Protecting unborn remains central to building a culture of life

In a statement to mark Respect Life Month, Cardinal Daniel DiNardo, who chairs the U.S. bishops Committee on Pro-Life Activities, addressed multiple direct threats to human life. But the cardinal also reiterated at the outset that the Church “will voice our opposition to the injustice and cruelty of abortion on behalf of those victims whose voices have been silenced.”

Some Catholics will doubtless object, as they have before, to what they see as this “singular focus” on abortion. So let us review, once again, why the Church’s commitment to protecting the unborn — and offering alternatives to abortion — is not a singular focus; why, rather, it is as Albany Bishop Howard Hubbard described it more than a decade ago, the “linchpin” to the culture of life we are striving to build.

There is, first of all, the magnitude of abortion’s destruction: thousands of human lives each day, a million a year for almost 40 years now — and that is just in our nation. Worldwide, the numbers are incalculable. Besides the “injustice and cruelty” to those being killed, there is the question of what this government-sanctioned killing is doing to us as a society. If — as we believe — the occasional use of the death penalty desensitizes us to the sacredness of human life, how can we help but become absolutely morally numbed by this mass destruction of these most innocent, most defenseless of human beings?

Then there are, as Cardinal DiNardo poignantly observes, “the living victims of abortion — the mothers and fathers who grieve the loss of an irreplaceable child.” As the abortion culture of necessity denies the reality of such grief, it falls to the Church and the pro-life movement to provide the love and healing that these thousands and thousands of victims need; to remind them, as the cardinal said, “that God’s mercy is greater than any human sin, and that healing and peace can be theirs through the sacrament of reconciliation and the Church’s Project Rachel Ministry.”

Finally, there is the terrible impact the abortion mentality has on respect for all human life — especially those who are vulnerable or marginalized. The movement to legalize abortion was always presented as in part a “women’s rights” issue, but also as a “solution” to a range of issues of human suffering: poverty, child abuse, disability, to name a few.

This approach targets the victims, rather than the causes, of human suffering. And in the decades since Roe v. Wade, we have seen this “destroy the victim” mentality expand beyond abortion, to include euthanasia, assisted suicide, and even promotion of infanticide, as “solutions” to the suffering of those who are mentally or physically disabled, elderly and sick, or terminally ill. We see now the wisdom in the words spoken by the late Cardinal Joseph Bernardin, a leading voice for the “seamless garment” approach to life issues, that “a society which destroys human life by abortion under the mantle of law, unavoidably undermines respect for life in all other contexts.”

As we begin Respect Life Month, we are called to renew our commitment to protecting all human life, and to building a culture in which the life and dignity of every human being is not just respected, but reverenced.

That cannot happen — on any issue — as long as the abortion mentality prevails in our culture. Again Cardinal Bernardin:

“Protection in law and practice of unborn human life will benefit all life, not only the lives of the unborn;” and therefore “It is imperative that we, as Christians called to serve the least among us, give urgent attention and priority to this issue of justice.”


GOAL OF THE EXERCISE: Answer with one number only, the count of lines in the material below that hold "name".

DATA:
========================================================================

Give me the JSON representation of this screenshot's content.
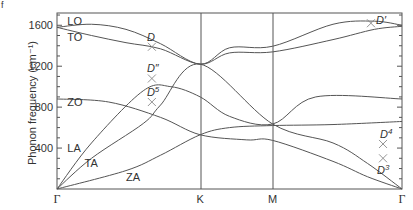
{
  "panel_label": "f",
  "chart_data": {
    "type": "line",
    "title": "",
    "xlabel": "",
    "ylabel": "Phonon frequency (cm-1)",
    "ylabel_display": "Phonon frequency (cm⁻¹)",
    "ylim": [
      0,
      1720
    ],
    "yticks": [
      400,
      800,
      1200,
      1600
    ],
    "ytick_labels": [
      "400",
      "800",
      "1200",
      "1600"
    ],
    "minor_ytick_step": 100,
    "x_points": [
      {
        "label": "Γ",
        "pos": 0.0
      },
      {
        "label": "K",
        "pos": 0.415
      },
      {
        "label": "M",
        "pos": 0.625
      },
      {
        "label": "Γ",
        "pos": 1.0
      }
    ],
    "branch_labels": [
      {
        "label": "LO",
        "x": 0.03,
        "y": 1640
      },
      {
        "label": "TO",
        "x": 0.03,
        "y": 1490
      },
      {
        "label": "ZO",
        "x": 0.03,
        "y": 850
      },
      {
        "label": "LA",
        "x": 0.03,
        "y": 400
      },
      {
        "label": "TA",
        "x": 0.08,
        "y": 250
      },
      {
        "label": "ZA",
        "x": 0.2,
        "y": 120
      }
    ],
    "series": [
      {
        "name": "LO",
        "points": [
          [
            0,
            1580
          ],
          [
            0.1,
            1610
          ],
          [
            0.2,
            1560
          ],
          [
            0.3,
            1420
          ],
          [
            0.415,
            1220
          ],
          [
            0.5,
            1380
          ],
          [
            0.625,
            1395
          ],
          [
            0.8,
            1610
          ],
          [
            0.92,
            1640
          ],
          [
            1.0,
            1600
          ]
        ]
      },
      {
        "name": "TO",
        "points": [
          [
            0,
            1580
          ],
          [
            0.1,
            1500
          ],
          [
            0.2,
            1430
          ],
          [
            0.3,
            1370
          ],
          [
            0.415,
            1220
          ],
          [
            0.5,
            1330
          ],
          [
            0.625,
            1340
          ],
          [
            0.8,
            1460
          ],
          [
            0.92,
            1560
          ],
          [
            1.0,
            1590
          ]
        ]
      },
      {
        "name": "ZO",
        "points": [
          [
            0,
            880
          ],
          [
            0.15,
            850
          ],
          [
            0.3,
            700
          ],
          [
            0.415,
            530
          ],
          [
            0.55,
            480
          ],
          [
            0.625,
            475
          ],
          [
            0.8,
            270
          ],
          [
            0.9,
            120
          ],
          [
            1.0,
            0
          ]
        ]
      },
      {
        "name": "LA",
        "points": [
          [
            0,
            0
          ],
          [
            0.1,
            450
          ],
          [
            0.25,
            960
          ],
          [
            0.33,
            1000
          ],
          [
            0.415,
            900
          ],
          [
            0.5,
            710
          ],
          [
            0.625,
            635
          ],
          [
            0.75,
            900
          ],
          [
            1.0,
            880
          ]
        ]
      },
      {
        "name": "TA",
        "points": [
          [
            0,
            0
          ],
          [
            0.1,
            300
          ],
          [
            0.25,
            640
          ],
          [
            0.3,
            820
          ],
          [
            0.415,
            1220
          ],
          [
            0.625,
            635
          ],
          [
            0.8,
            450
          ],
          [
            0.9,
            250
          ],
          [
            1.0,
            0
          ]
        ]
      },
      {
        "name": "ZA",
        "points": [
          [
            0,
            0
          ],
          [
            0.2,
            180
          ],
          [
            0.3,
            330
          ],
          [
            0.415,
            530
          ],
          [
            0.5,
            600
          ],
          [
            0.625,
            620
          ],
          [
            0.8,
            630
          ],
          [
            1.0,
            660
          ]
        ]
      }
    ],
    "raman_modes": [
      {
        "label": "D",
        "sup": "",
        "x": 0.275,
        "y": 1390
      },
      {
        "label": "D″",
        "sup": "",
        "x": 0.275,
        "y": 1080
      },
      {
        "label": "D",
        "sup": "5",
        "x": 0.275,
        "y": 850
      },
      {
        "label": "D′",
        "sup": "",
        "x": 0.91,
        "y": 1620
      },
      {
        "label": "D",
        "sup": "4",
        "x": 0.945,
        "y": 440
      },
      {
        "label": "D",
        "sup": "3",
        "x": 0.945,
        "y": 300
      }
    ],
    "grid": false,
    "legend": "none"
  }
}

========================================================================

ANSWER SPACE: 6